Outside the Box
Monday, October 04, 2004
  Criminal Justice: High Court to Examine Sentencing From the Christian Science Monitor:
The central question is whether the federal sentencing guidelines impermissibly empower judges to perform a function the Constitution reserves for jurors. How the high court answers that question will have implications not only for how federal sentences are meted out, but also for how indictments are written, trials conducted, and plea bargains negotiated.

The fate of the sentencing guidelines first arose three months ago on June 24 when the Supreme Court announced a 5-to-4 decision striking down a portion of Washington State's sentencing guidelines scheme. In that case Ralph Blakely had pleaded guilty to kidnapping his estranged wife. The plea deal called for a 53-month sentence. But at Mr. Blakely's sentencing hearing, the judge rejected the deal after deciding Blakely had acted with "deliberate cruelty."

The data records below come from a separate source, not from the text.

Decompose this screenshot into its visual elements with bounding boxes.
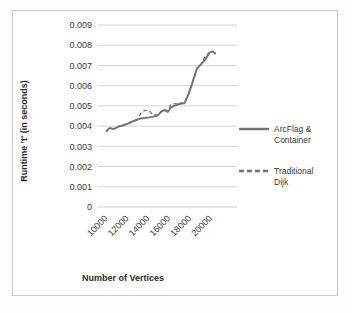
y-tick-label: 0.006 bbox=[69, 81, 92, 91]
series-line bbox=[106, 51, 215, 131]
chart-frame: Runtime 't' (in seconds) 00.0010.0020.00… bbox=[12, 10, 338, 296]
x-tick-label: 20000 bbox=[189, 213, 214, 238]
y-tick-label: 0.005 bbox=[69, 101, 92, 111]
y-tick-label: 0.007 bbox=[69, 61, 92, 71]
x-axis-title: Number of Vertices bbox=[82, 273, 164, 283]
y-tick-label: 0 bbox=[87, 202, 92, 212]
y-tick-label: 0.003 bbox=[69, 142, 92, 152]
x-tick-labels: 100001200014000160001800020000 bbox=[85, 213, 214, 238]
chart-canvas: Runtime 't' (in seconds) 00.0010.0020.00… bbox=[13, 11, 337, 295]
y-tick-label: 0.008 bbox=[69, 40, 92, 50]
data-series-layer bbox=[106, 51, 215, 132]
y-tick-label: 0.002 bbox=[69, 162, 92, 172]
figure-root: Runtime 't' (in seconds) 00.0010.0020.00… bbox=[0, 0, 352, 313]
y-tick-labels: 00.0010.0020.0030.0040.0050.0060.0070.00… bbox=[69, 20, 92, 212]
x-tick-label: 16000 bbox=[148, 213, 173, 238]
y-tick-label: 0.001 bbox=[69, 182, 92, 192]
y-axis-title: Runtime 't' (in seconds) bbox=[19, 80, 29, 181]
legend-item-label-1b: Container bbox=[274, 135, 311, 145]
y-tick-label: 0.009 bbox=[69, 20, 92, 30]
x-tick-label: 14000 bbox=[127, 213, 152, 238]
legend-item-label-2a: Traditional bbox=[274, 166, 313, 176]
x-tick-label: 10000 bbox=[85, 213, 110, 238]
legend-item-label-2b: Dijk bbox=[274, 177, 289, 187]
legend-item-label-1a: ArcFlag & bbox=[274, 124, 312, 134]
series-line bbox=[106, 52, 215, 132]
y-gridlines bbox=[98, 25, 237, 207]
chart-legend: ArcFlag & Container Traditional Dijk bbox=[239, 124, 313, 187]
x-tick-label: 12000 bbox=[106, 213, 131, 238]
y-tick-label: 0.004 bbox=[69, 121, 92, 131]
x-tick-label: 18000 bbox=[168, 213, 193, 238]
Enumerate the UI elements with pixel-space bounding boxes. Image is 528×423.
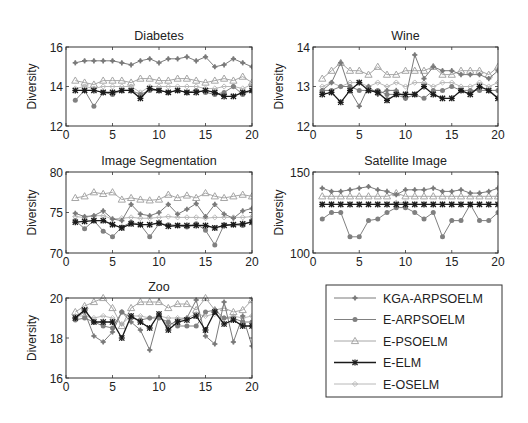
x-tick-label: 10 (152, 128, 166, 142)
x-tick-label: 5 (356, 255, 363, 269)
y-axis-label: Diversity (272, 63, 286, 109)
x-tick-label: 0 (63, 380, 70, 394)
legend-label: E-ELM (383, 356, 421, 370)
x-tick-label: 15 (199, 128, 213, 142)
x-tick-label: 15 (445, 128, 459, 142)
plot-area (72, 294, 256, 352)
series-kga-arpsoelm (73, 54, 255, 69)
subplot-diabetes: DiabetesDiversity05101520121416 (25, 29, 259, 142)
x-tick-label: 5 (109, 380, 116, 394)
legend-label: KGA-ARPSOELM (383, 292, 483, 306)
y-axis-label: Diversity (25, 315, 39, 361)
subplot-satellite-image: Satellite ImageDiversity05101520100150 (272, 154, 505, 269)
x-tick-label: 20 (245, 380, 259, 394)
subplot-title: Diabetes (134, 29, 183, 43)
subplot-title: Wine (391, 29, 420, 43)
plot-area (319, 184, 502, 239)
x-tick-label: 5 (109, 255, 116, 269)
y-tick-label: 70 (50, 247, 64, 261)
series-e-elm (72, 85, 255, 101)
series-kga-arpsoelm (320, 52, 501, 109)
series-e-elm (319, 80, 501, 106)
y-tick-label: 75 (50, 206, 64, 220)
legend-label: E-ARPSOELM (383, 313, 465, 327)
y-axis-label: Diversity (272, 189, 286, 235)
series-e-elm (319, 201, 501, 207)
chart-canvas: DiabetesDiversity05101520121416WineDiver… (0, 0, 528, 423)
x-tick-label: 20 (245, 255, 259, 269)
x-tick-label: 15 (445, 255, 459, 269)
x-tick-label: 5 (356, 128, 363, 142)
series-e-arpsoelm (73, 218, 255, 247)
x-tick-label: 0 (63, 255, 70, 269)
x-tick-label: 0 (310, 128, 317, 142)
y-tick-label: 13 (297, 80, 311, 94)
y-tick-label: 80 (50, 166, 64, 180)
x-tick-label: 15 (199, 380, 213, 394)
x-tick-label: 20 (491, 255, 505, 269)
y-tick-label: 12 (50, 120, 64, 134)
subplot-title: Image Segmentation (101, 154, 216, 168)
x-tick-label: 0 (310, 255, 317, 269)
y-tick-label: 12 (297, 120, 311, 134)
x-tick-label: 10 (152, 255, 166, 269)
subplot-title: Satellite Image (364, 154, 447, 168)
y-tick-label: 16 (50, 41, 64, 55)
series-e-psoelm (72, 294, 256, 328)
figure: DiabetesDiversity05101520121416WineDiver… (0, 0, 528, 423)
x-tick-label: 0 (63, 128, 70, 142)
y-tick-label: 20 (50, 292, 64, 306)
series-e-psoelm (72, 73, 256, 87)
x-tick-label: 10 (152, 380, 166, 394)
x-tick-label: 10 (399, 128, 413, 142)
y-tick-label: 14 (50, 80, 64, 94)
subplot-title: Zoo (148, 280, 170, 294)
legend: KGA-ARPSOELME-ARPSOELME-PSOELME-ELME-OSE… (326, 285, 502, 397)
x-tick-label: 15 (199, 255, 213, 269)
subplot-wine: WineDiversity05101520121314 (272, 29, 505, 142)
y-tick-label: 14 (297, 41, 311, 55)
y-axis-label: Diversity (25, 189, 39, 235)
plot-area (72, 54, 256, 108)
series-e-oselm (320, 200, 501, 207)
series-e-oselm (73, 82, 255, 95)
subplot-image-segmentation: Image SegmentationDiversity0510152070758… (25, 154, 259, 269)
plot-area (72, 189, 256, 248)
x-tick-label: 5 (109, 128, 116, 142)
plot-area (319, 52, 502, 109)
subplot-zoo: ZooDiversity05101520161820 (25, 280, 259, 394)
series-kga-arpsoelm (73, 201, 255, 223)
y-tick-label: 18 (50, 332, 64, 346)
series-e-psoelm (72, 189, 256, 203)
x-tick-label: 20 (491, 128, 505, 142)
series-e-arpsoelm (320, 202, 501, 239)
series-kga-arpsoelm (320, 184, 501, 197)
y-axis-label: Diversity (25, 63, 39, 109)
y-tick-label: 16 (50, 372, 64, 386)
y-tick-label: 150 (290, 166, 310, 180)
legend-label: E-PSOELM (383, 335, 448, 349)
legend-label: E-OSELM (383, 378, 439, 392)
y-tick-label: 100 (290, 247, 310, 261)
x-tick-label: 10 (399, 255, 413, 269)
x-tick-label: 20 (245, 128, 259, 142)
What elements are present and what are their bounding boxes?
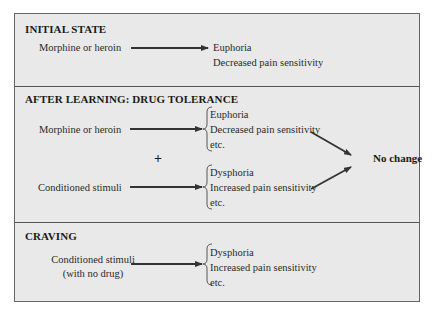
craving-effect-pain: Increased pain sensitivity [210, 262, 317, 273]
initial-effect-pain: Decreased pain sensitivity [213, 57, 323, 68]
tolerance-drug-effect-euphoria: Euphoria [210, 109, 249, 120]
tolerance-cond-effect-dysphoria: Dysphoria [210, 167, 254, 178]
plus-sign: + [154, 151, 162, 167]
tolerance-cond-effect-pain: Increased pain sensitivity [210, 182, 317, 193]
diagram-frame: INITIAL STATE Morphine or heroin Euphori… [14, 13, 420, 302]
initial-effect-euphoria: Euphoria [213, 42, 252, 53]
tolerance-drug-effect-pain: Decreased pain sensitivity [210, 124, 320, 135]
tolerance-drug-stimulus: Morphine or heroin [39, 124, 121, 135]
tolerance-conditioned-stimulus: Conditioned stimuli [38, 182, 122, 193]
craving-stimulus: Conditioned stimuli [37, 254, 149, 265]
section-title-craving: CRAVING [25, 230, 77, 242]
craving-effect-etc: etc. [210, 277, 225, 288]
section-divider [15, 86, 419, 87]
craving-stimulus-note: (with no drug) [37, 268, 149, 279]
tolerance-cond-effect-etc: etc. [210, 197, 225, 208]
section-divider [15, 222, 419, 223]
tolerance-drug-effect-etc: etc. [210, 139, 225, 150]
section-title-initial-state: INITIAL STATE [25, 23, 106, 35]
outcome-no-change: No change [373, 152, 422, 164]
section-title-tolerance: AFTER LEARNING: DRUG TOLERANCE [25, 93, 238, 105]
craving-effect-dysphoria: Dysphoria [210, 247, 254, 258]
initial-stimulus: Morphine or heroin [39, 42, 121, 53]
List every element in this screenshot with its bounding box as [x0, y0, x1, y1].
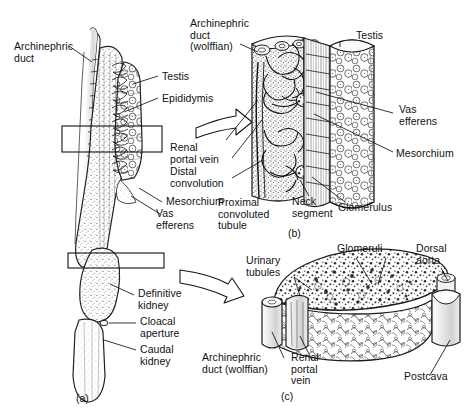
label-archinephric-duct-b: Archinephricduct(wolffian)	[190, 18, 249, 53]
label-archinephric-duct-c: Archinephricduct (wolffian)	[202, 352, 268, 375]
anatomical-figure: Archinephricduct Testis Epididymis Mesor…	[0, 0, 469, 416]
label-dorsal-aorta: Dorsalaorta	[416, 243, 447, 266]
label-testis-a: Testis	[162, 71, 189, 83]
label-glomeruli-c: Glomeruli	[337, 243, 382, 255]
label-vas-efferens-b: Vasefferens	[399, 104, 437, 127]
arrow-a-to-c	[180, 270, 244, 303]
label-renal-portal-vein-c: Renalportalvein	[291, 352, 319, 387]
label-urinary-tubules: Urinarytubules	[246, 255, 280, 278]
label-caudal-kidney: Caudalkidney	[140, 344, 174, 367]
label-testis-b: Testis	[356, 30, 383, 42]
label-proximal-convoluted-tubule: Proximalconvolutedtubule	[218, 197, 269, 232]
label-glomerulus-b: Glomerulus	[338, 202, 392, 214]
panel-a-caption: (a)	[76, 393, 89, 405]
label-neck-segment: Necksegment	[292, 196, 333, 219]
label-distal-convolution: Distalconvolution	[170, 166, 224, 189]
arrow-a-to-b	[196, 109, 252, 138]
panel-c-caption: (c)	[281, 391, 293, 403]
label-renal-portal-vein-b: Renalportal vein	[170, 142, 219, 165]
label-epididymis-a: Epididymis	[162, 93, 213, 105]
label-archinephric-duct-a: Archinephricduct	[14, 41, 73, 64]
label-mesorchium-b: Mesorchium	[396, 148, 454, 160]
label-postcava: Postcava	[404, 371, 448, 383]
label-cloacal-aperture: Cloacalaperture	[140, 316, 180, 339]
label-mesorchium-a: Mesorchium	[166, 196, 224, 208]
panel-b-caption: (b)	[288, 228, 301, 240]
label-definitive-kidney: Definitivekidney	[138, 288, 182, 311]
label-vas-efferens-a: Vasefferens	[156, 208, 194, 231]
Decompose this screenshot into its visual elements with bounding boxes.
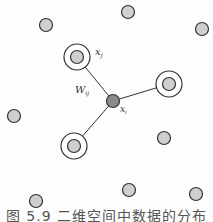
center-point [107, 95, 120, 108]
neighbor-point [71, 51, 84, 64]
data-point [122, 6, 135, 19]
figure: xjWijxi 图 5.9 二维空间中数据的分布 [0, 0, 213, 222]
data-point [123, 184, 136, 197]
label-xj: xj [95, 46, 103, 59]
data-point [8, 110, 21, 123]
data-point [190, 188, 203, 201]
neighbor-point [68, 140, 81, 153]
label-wij: Wij [75, 84, 89, 97]
neighbor-point [163, 78, 176, 91]
data-point [158, 132, 171, 145]
data-point [40, 19, 53, 32]
data-distribution-diagram: xjWijxi [0, 0, 213, 222]
data-point [196, 23, 209, 36]
figure-caption: 图 5.9 二维空间中数据的分布 [0, 205, 213, 222]
label-xi: xi [120, 104, 127, 115]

Under Washington State's guidelines, that extra finding by the judge boosted the overall sentence from 53 to 90 months - adding more than three years to the punishment.

Writing for the majority, Justice Antonin Scalia said the judge had performed a job reserved for a jury. "The Framers would not have thought it too much to demand that, before depriving a man of three more years of his liberty, the state should suffer the modest inconvenience of submitting its accusation [to a jury], rather than a lone employee of the state [a judge]," Justice Scalia writes.